Pennsylvania Firefighters Back on Job After 6-Day Insurance Lapse

  The two volunteer fire departments serving the western Pennsylvania borough of Vandergrift have resumed responding to 911 calls.



Mayor Lenny Collini said the firefighters returned to their stations on Thursday after a six day interruption due to a lapse in the required workers’ compensation insurance policy.

Fire Departments Halt Service Due to Lapse in Workers’ Compensation

Collini said the insurance policy was restored yesterday and fire services resumed.

The borough became aware that the workers’ compensation policy had lapsed on Friday April 10, which the mayor told citizens in a letter meant the policy could not be reinstated until this week.

Last week the mayor did not explain how or why the lapse in insurance happened. He has since pointed to the lapse as possibly caused by an email error during a recent staff transition, according to TribLive.

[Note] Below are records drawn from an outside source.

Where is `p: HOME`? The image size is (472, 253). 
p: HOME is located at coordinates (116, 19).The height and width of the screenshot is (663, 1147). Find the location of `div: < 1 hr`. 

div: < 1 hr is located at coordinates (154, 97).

While the stations were shuttered, neighboring fire departments covered for them. Collini thanked the other communities for stepping in to offer emergency services during that period.

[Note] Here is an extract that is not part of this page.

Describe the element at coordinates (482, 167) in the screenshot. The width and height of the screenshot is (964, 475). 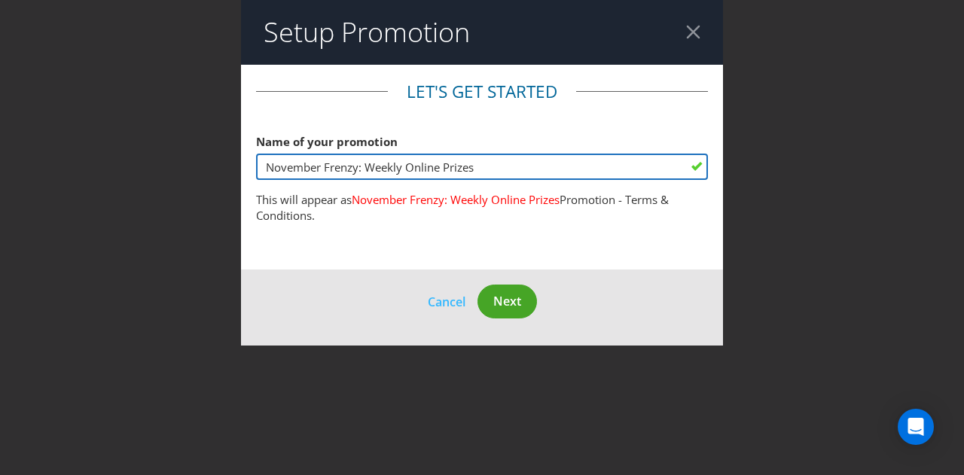
I see `input: e.g. My Promotion` at that location.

Workers’ compensation insurance covers the cost of medical care and rehabilitation for injured workers, lost wages, and death benefits for the dependents of those killed in work-related accidents. In 2025, five Pennsylvania firefighters lost their lives on the job, according to the U.S. Fire Administration. Between 1990 and 2024, there were 278 on-duty firefighter fatalities in Pennsylvania.

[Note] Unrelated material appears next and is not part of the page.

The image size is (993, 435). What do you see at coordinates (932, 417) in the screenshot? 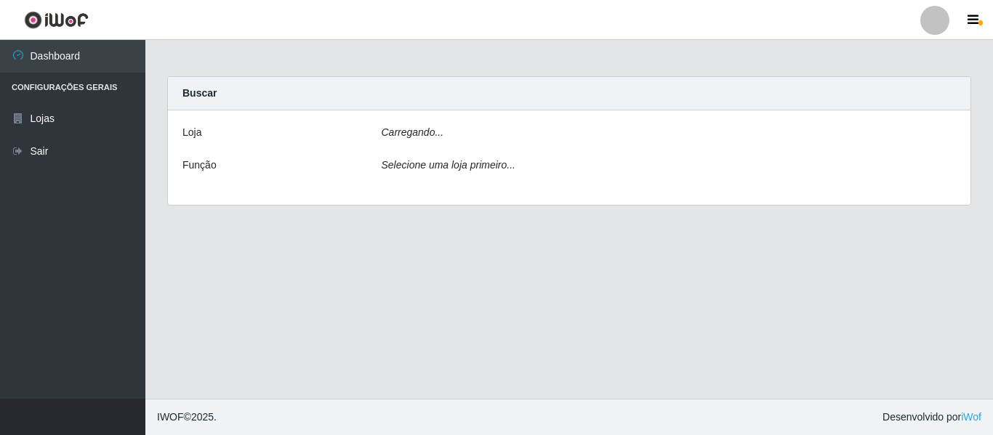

Almost 90% of the fire departments in the state are volunteer.

Vandergrift, with a population of about 5,000, is about 30 miles northeast of Pittsburgh.

Boston-based specialty insurance broker Risk Strategies Co. is suing two former employees and their new employer for allegedly stealing customers and poaching employees in a scheme the firm says has thus far cost it nearly $900,000 in revenue.

On March 20, 2026, more than six years after Risk Strategies acquired their family-owned Connecticut employee benefits agency and hired them, Tim and Sheena Tracy left Risk Strategies to join the Poughkeepsie, New York insurance agency Marshall + Sterling Enterprises. Risk Strategies claims that when they left, the Tracys, in concert with their new employer, poached two key employees and solicited customers using Risk Strategies’ trade secrets and confidential information.

The suit maintains their actions violate agreements that the Tracys renewed in June 2025 that prohibit them from soliciting clients for two years after leaving Risk Strategies and block them from hiring away any Risk Strategies employee for one year after departing.